2

I'm building a GTK GUI in Python and I need to get some data from the database which takes quite long, so the GUI freezes.

So I'm now using Threads to run the refreshing "in the background":

Thread(target=self.updateOrderList).start()

I have GUI class with alle relevant methods to manipulate the GUI. My solution work 80% of the time, but when it doesn't GTK crashed and it outputs this:

[xcb] Unknown request in queue while dequeuing
[xcb] Most likely this is a multi-threaded client and XInitThreads has not been called
[xcb] Aborting, sorry about that.
python3.6: ../../src/xcb_io.c:165: dequeue_pending_request:

The other times it works good, the data get loaded and its refreshing the gui.

edit: Sometimes I get this error:

Gdk-Message: 11:13:42.848: main.py: Fatal IO error 11 (Die Ressource ist zur Zeit nicht verfügbar) on X server :0

Sometimes I click the refresh button several times and it works, but then it doesn't at some point.

My main.py looks like this:

import gi
gi.require_version('Gtk', '3.0')
from gi.repository import Gtk, GObject

import gui

GObject.threads_init()

# start gui
gui.Gui()
Gtk.main()

Any ideas whats happening here?

Markus

5
  • could be related to order in which threads run; try to ensure the GUI is fully initialised before the background thread starts putting requests into the GUI (to experiment, introduce a sleep statement on commencing the background thread) Commented Nov 4, 2019 at 10:12
  • I tried but it gets triggered on a button, so waiting doesn't solve the problem. Commented Nov 4, 2019 at 10:17
  • Relevant handling-gtk-objects-on-threads-in-python Commented Nov 4, 2019 at 11:27
  • @stovfl Thanks, might be a good solution. Do you know if it also possible to do this via signals/callbacks? Commented Nov 4, 2019 at 11:52
  • It's common sense to use GLib.idle_add(self._callback), see Possible solution for Threads Commented Nov 4, 2019 at 12:08

1 Answer 1

4

Okay, GTK3 is not threadsafe. So I changed the program logic - doing requests in a new thread, and handling the GUI manipulation in the GUI thread ONLY. So that means I have to emit a "requests done" signal to the event loop:

Creating a new signal and registering it:

GObject.signal_new("my-custom-signal", self.window, GObject.SIGNAL_RUN_LAST, GObject.TYPE_PYOBJECT,
                       (GObject.TYPE_PYOBJECT,))
self.window.connect("my-custom-signal", self.updateOrderListCallback)

So when I click a button, start a thread:

Thread(target=self.updateOrderListThread).start()

In that thread, do the calculations, and then emit the signal:

self.window.emit("my-custom-signal", None)

so than the callback will be called after the calculations/requests/whatever are done and it works!

Sign up to request clarification or add additional context in comments.

Comments

Your Answer

By clicking “Post Your Answer”, you agree to our terms of service and acknowledge you have read our privacy policy.

Start asking to get answers

Find the answer to your question by asking.

Ask question

Explore related questions

See similar questions with these tags.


• [The problem]: The expected output is the full data, repeated exactly, without pictures.

[Stored data entries]
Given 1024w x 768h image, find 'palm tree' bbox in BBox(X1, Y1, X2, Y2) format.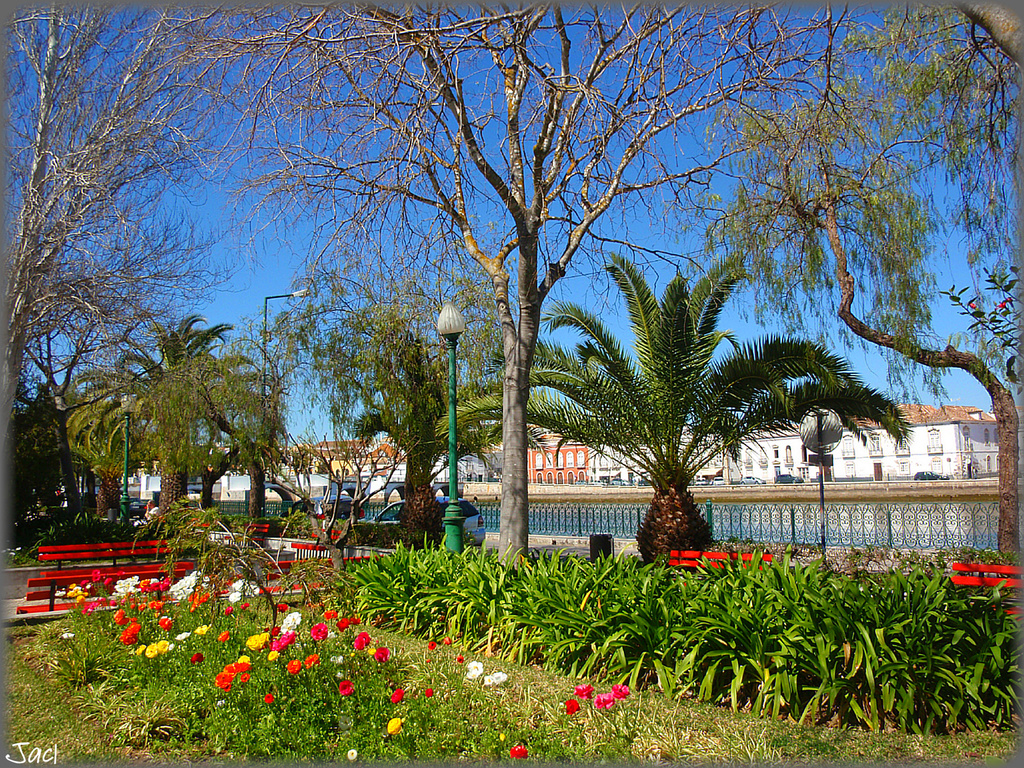
BBox(179, 375, 314, 496).
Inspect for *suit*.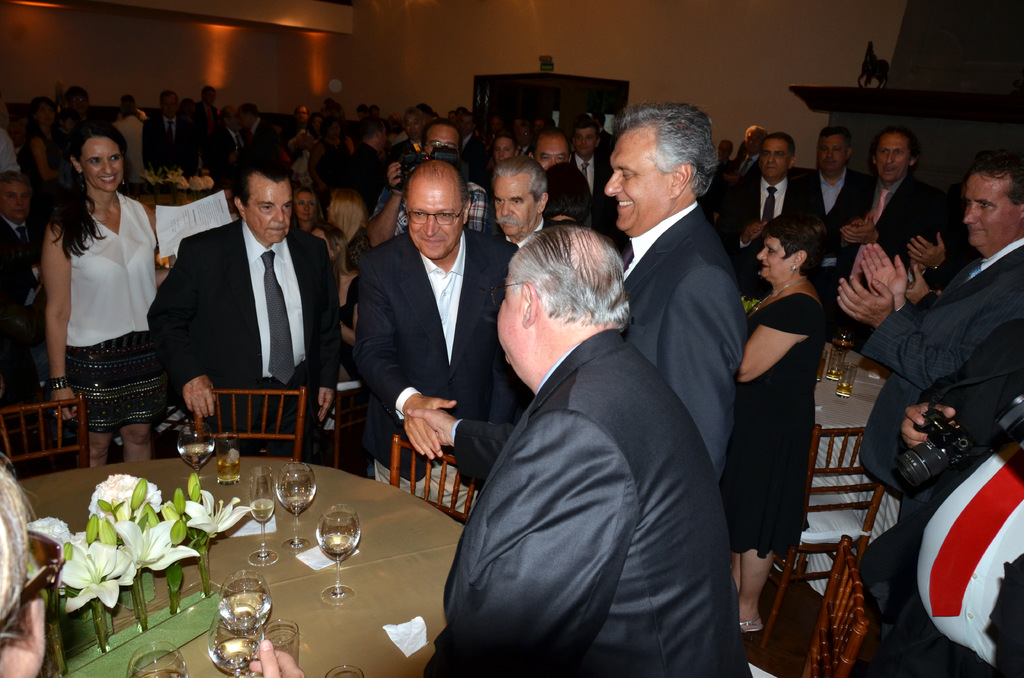
Inspection: (left=865, top=170, right=934, bottom=254).
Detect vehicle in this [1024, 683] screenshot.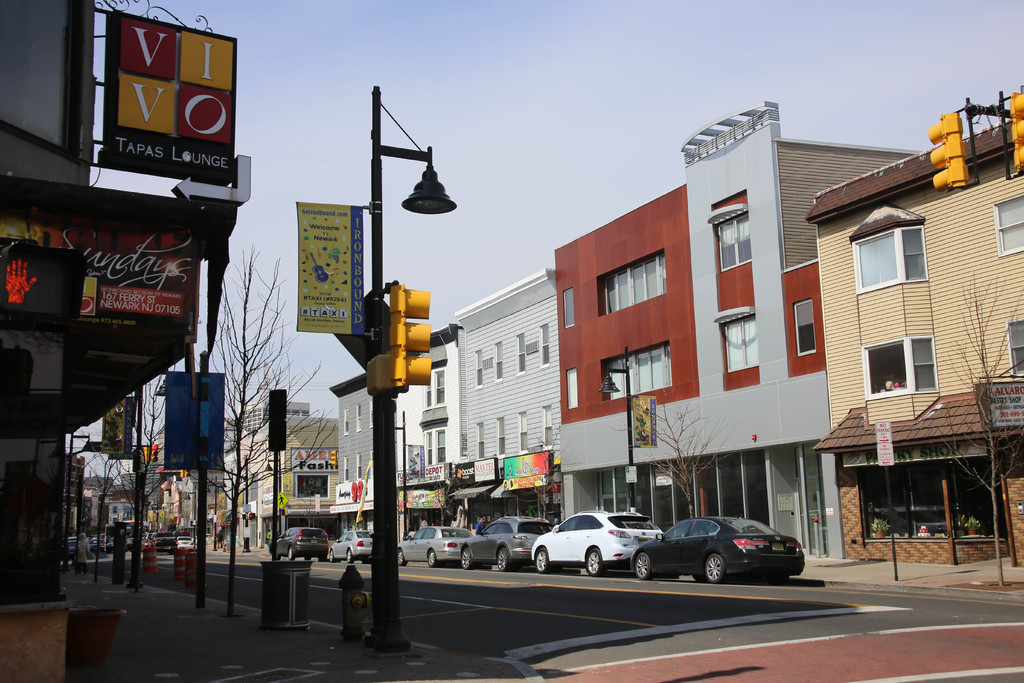
Detection: <bbox>328, 528, 372, 562</bbox>.
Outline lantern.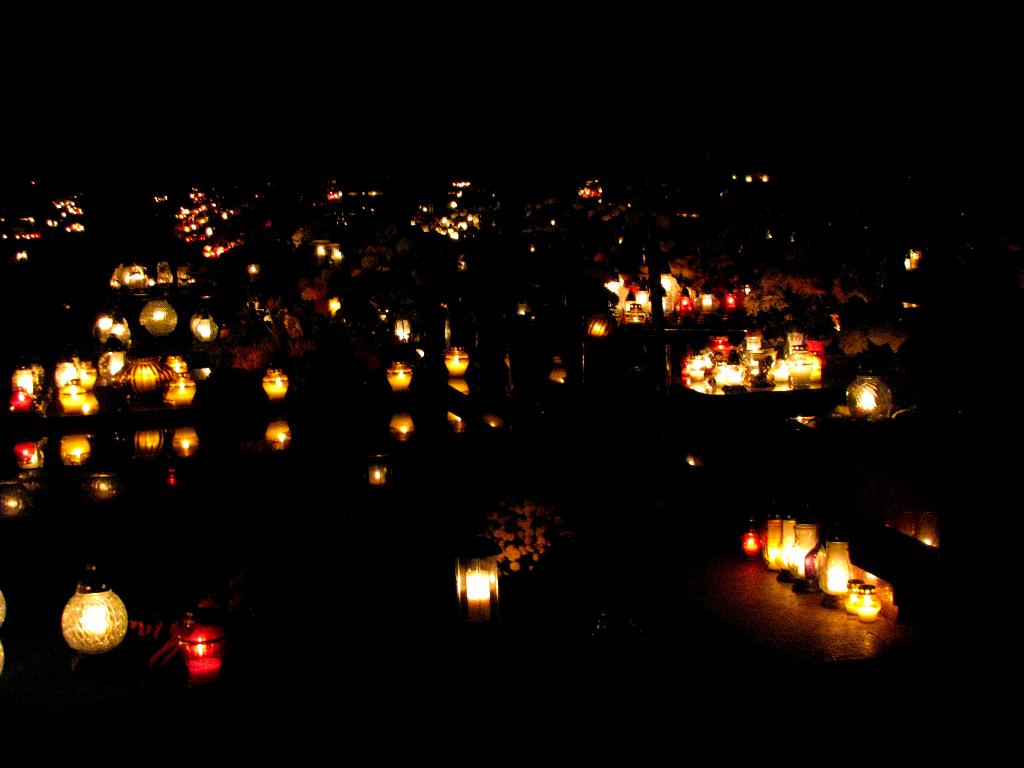
Outline: <box>133,428,159,447</box>.
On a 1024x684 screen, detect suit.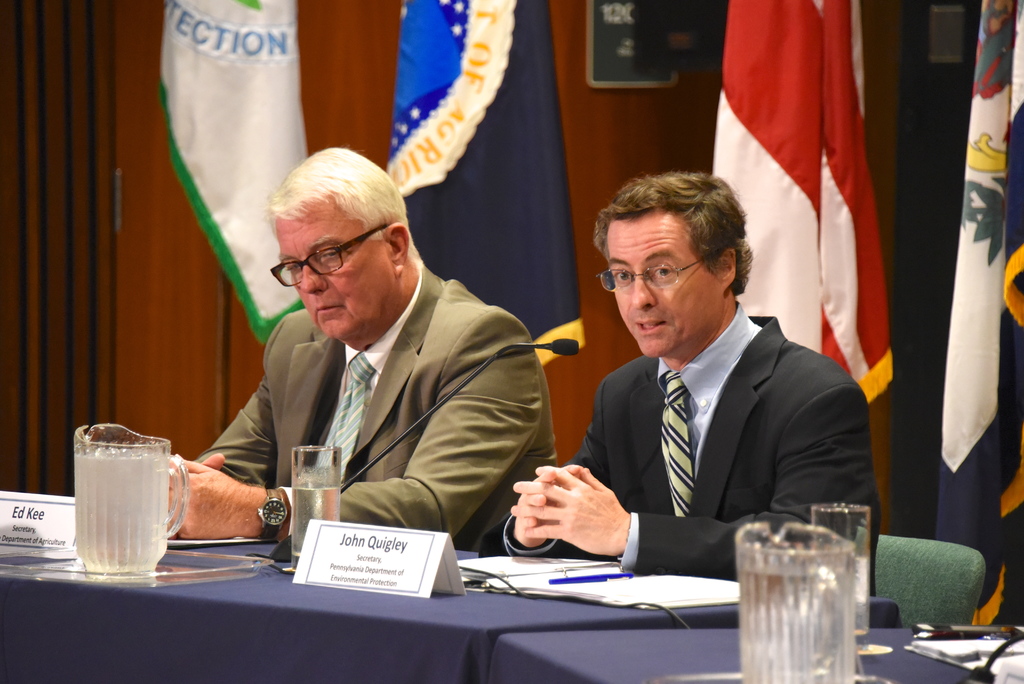
<bbox>194, 260, 552, 553</bbox>.
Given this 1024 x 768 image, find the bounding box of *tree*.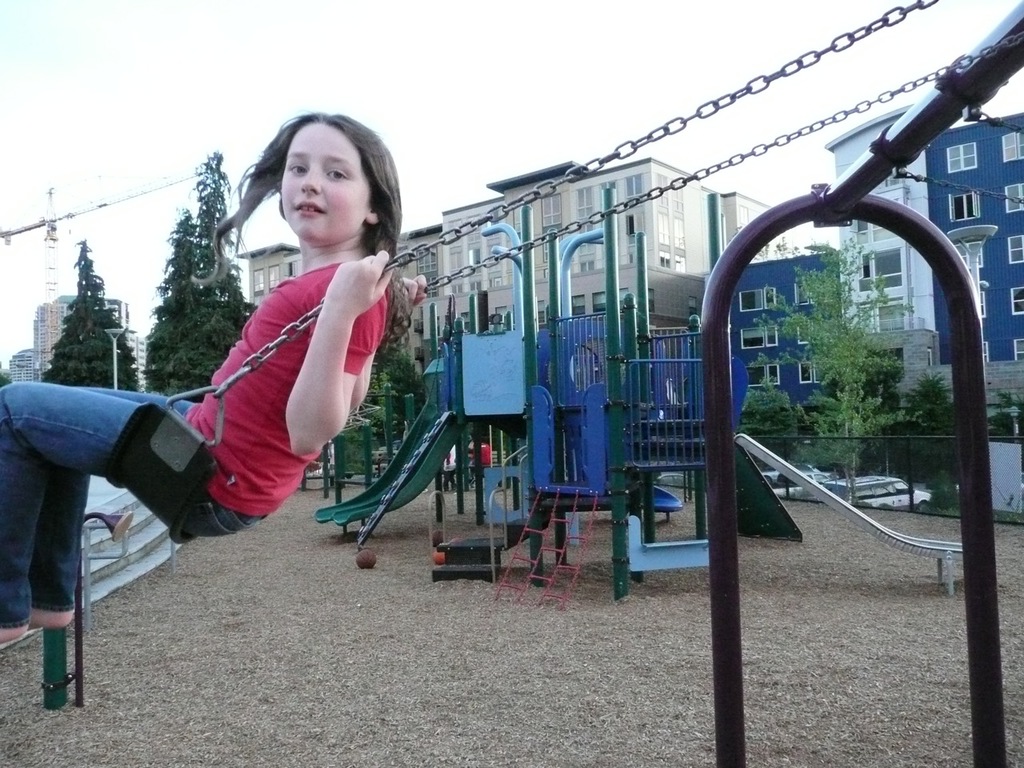
left=882, top=367, right=952, bottom=459.
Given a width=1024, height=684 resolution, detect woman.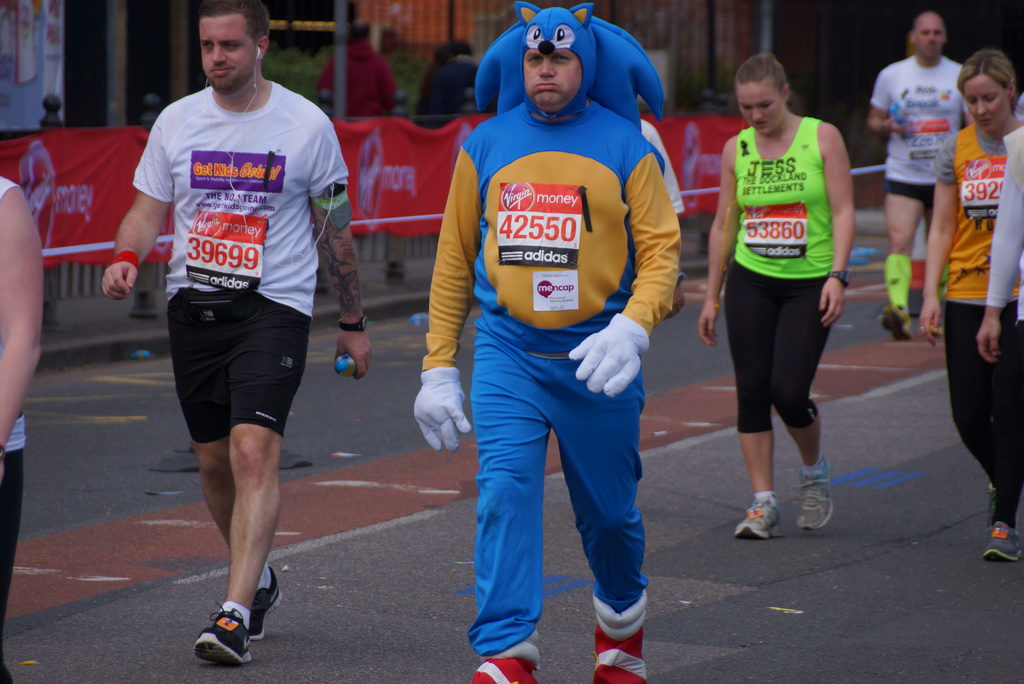
(left=705, top=58, right=866, bottom=543).
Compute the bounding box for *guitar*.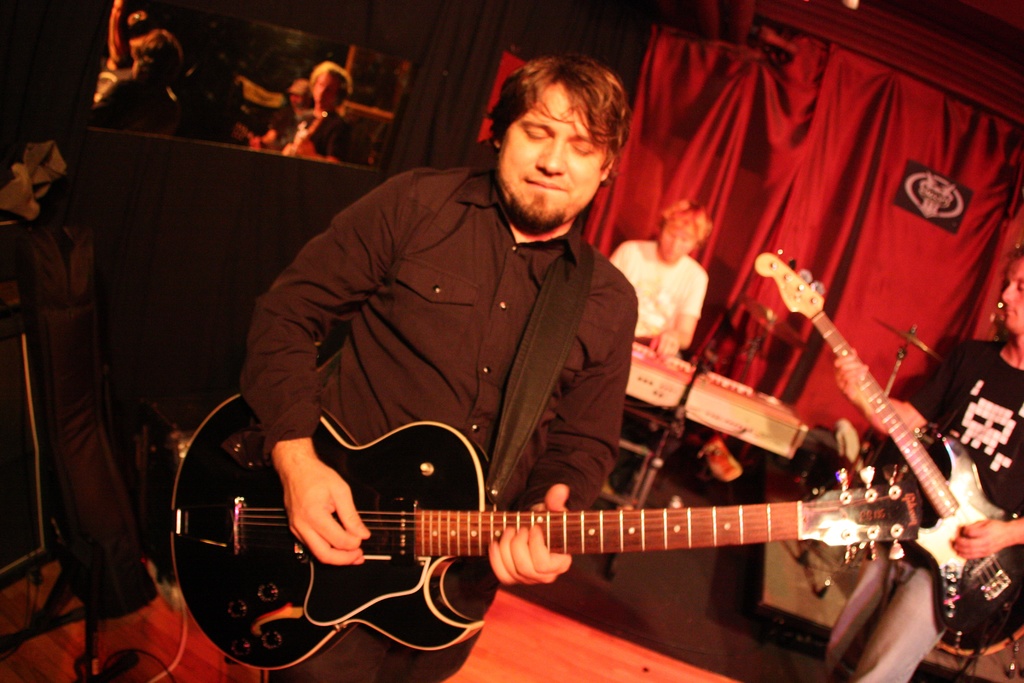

• [Exercise result]:
Given 1024w x 768h image, find 'palm tree' bbox in BBox(X1, Y1, X2, Y2) format.
BBox(179, 375, 314, 496).
Inspect for *suit*.
Inspection: (left=865, top=170, right=934, bottom=254).
Detect vehicle in this [1024, 683] screenshot.
Detection: <bbox>328, 528, 372, 562</bbox>.
Outline lantern.
Outline: <box>133,428,159,447</box>.
On a 1024x684 screen, detect suit.
<bbox>194, 260, 552, 553</bbox>.
Given this 1024 x 768 image, find the bounding box of *tree*.
left=882, top=367, right=952, bottom=459.
Given a width=1024, height=684 resolution, detect woman.
(left=705, top=58, right=866, bottom=543).
Compute the bounding box for *guitar*.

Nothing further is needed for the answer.